As in her previous books Lahiri writes in her milieu of immigrant Indian families and the second generation adjusting to adulthood in what is usually the upper-middle-class Northeast. Not that there's anything wrong with that, but UNACCUSTOMED EARTH largely dwells there like the others while dropping little insights that have nothing to do with being of that particular population. I found myself nodding to "Nobody's Business," the story of a Cambridge grad student who becomes almost unwittingly involved in the romantic life of his housemate, for the way it juxtaposes the specificity of his situation (falling in love the same year he is desperately trying to pass his oral exams on the second attempt) with the odd situations created by having housemates whose lives peek out in odd ways. Close to that in terms of my favorites was the sibling relationship and gulf of disappointment described in "Only Goodness."
The first and title story "Unaccustomed Earth" is very finely tuned -- the story of an older man who goes to visit his daughter and her family in Seattle soon after her mother has died -- but it didn't contain that little turn which I was looking for, the small moment of surprise or epiphany which I was looking for. I'm not saying that every short story must have it, but even though it's pretty long for the form, this story never surprised me, and I wished it would.
More Jhumpa Lahiri
- The new issue of Granta, a magazine I should be reading, has an interview, Interview-style, between her and one of her favorite writers, Mavis Gallant (whom I know primarily from her story "When We Were Nearly Young" once published [subscribers only] in the "New Yorker").
- Here's an NPR piece featuring her from last Thanksgiving about what it means to be American.
- And here's three reasons you should read Lahiri from a blog whose title I salute, Great Books By Writers Who Aren't Dead Yet.
1 comment:
I just bought this one and am so excited to get started on it. I loved The Namesake too.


- WORK TO COMPLETE: Where a line of the records holds the string "pixels", copy that line.

- SOURCE DATA:

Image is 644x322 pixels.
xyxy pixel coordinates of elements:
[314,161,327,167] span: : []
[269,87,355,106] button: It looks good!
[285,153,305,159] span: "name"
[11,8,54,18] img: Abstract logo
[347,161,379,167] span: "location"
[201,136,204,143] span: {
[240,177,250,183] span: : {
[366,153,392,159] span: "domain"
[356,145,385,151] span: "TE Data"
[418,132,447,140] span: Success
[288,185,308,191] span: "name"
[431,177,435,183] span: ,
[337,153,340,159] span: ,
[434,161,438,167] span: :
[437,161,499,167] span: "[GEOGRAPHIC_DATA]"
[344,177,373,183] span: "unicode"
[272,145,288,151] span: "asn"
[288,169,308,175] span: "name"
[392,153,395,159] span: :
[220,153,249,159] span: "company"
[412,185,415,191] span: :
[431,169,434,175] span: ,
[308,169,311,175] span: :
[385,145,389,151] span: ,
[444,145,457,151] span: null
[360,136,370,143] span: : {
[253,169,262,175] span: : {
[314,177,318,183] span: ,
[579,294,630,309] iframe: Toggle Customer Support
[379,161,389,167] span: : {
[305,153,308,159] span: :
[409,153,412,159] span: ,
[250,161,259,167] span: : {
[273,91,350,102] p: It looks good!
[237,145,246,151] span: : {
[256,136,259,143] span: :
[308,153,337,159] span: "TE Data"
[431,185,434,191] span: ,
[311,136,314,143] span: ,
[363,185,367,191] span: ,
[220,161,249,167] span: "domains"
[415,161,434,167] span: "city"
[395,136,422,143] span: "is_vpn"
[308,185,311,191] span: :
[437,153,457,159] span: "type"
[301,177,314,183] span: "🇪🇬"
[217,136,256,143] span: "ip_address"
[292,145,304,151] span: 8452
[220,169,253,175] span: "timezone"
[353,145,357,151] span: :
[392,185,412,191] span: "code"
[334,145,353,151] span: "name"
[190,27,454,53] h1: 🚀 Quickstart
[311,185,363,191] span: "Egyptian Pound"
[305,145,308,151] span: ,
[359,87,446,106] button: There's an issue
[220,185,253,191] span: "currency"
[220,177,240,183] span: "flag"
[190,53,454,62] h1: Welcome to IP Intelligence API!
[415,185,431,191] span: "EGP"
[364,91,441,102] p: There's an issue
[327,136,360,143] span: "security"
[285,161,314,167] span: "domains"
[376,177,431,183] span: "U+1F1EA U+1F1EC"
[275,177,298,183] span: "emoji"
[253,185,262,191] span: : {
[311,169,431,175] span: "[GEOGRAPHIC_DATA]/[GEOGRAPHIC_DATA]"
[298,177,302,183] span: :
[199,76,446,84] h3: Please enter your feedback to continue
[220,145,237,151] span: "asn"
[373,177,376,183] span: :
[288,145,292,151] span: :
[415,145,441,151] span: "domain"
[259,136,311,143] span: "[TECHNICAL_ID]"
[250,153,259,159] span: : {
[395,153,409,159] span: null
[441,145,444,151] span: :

---

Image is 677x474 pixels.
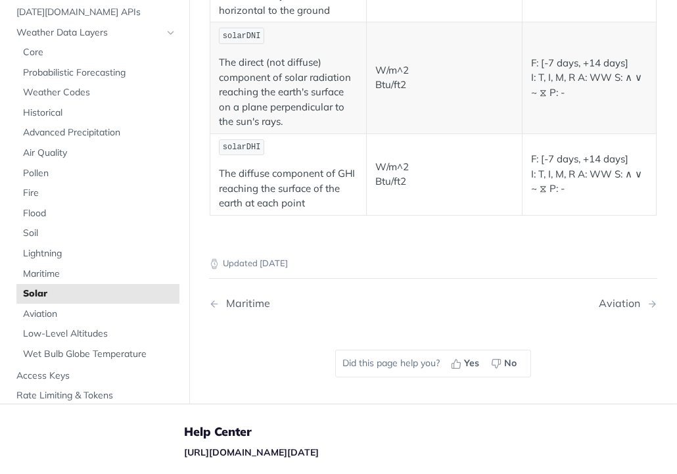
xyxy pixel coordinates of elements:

* * *

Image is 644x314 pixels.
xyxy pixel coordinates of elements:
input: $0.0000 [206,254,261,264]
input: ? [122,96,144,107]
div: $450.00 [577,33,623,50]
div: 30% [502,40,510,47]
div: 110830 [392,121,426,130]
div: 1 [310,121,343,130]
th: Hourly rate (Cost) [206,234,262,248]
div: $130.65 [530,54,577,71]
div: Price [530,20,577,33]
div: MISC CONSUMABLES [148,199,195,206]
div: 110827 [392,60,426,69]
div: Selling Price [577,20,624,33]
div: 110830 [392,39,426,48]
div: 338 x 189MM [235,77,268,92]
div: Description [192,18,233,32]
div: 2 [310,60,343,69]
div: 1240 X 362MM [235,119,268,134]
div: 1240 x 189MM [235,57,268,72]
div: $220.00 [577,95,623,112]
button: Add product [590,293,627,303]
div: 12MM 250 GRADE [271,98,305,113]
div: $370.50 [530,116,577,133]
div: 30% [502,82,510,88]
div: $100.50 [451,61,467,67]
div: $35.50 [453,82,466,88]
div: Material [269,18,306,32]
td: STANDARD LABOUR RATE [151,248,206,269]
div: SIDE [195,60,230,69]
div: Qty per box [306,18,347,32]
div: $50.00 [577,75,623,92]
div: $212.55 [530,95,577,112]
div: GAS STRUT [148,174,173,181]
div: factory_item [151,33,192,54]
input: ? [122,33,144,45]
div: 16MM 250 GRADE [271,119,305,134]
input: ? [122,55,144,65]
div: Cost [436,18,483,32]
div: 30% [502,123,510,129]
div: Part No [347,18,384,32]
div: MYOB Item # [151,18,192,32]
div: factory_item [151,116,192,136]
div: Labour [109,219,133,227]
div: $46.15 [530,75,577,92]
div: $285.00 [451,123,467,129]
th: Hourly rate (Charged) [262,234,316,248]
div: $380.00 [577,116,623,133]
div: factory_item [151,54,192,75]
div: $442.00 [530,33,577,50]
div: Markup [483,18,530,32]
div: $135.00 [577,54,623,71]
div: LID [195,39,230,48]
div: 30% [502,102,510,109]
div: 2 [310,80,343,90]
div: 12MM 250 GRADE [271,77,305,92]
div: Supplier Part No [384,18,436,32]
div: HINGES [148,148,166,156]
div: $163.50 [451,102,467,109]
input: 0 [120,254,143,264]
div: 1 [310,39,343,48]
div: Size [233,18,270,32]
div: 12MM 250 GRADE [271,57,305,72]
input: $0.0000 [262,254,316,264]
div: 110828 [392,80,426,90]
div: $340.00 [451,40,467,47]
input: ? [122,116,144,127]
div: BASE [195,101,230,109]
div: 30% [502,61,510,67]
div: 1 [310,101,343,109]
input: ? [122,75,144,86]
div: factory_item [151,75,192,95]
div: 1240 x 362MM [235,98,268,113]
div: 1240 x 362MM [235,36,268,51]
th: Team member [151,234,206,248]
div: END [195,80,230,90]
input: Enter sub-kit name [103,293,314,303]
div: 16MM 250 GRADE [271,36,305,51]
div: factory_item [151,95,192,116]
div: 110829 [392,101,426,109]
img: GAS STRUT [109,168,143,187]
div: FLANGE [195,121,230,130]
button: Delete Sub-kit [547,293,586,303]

- ANSWER FOR THIS EXERCISE:
Image is 644x322 pixels.
Image is 677x474 pixels.
Image is 644x314 pixels.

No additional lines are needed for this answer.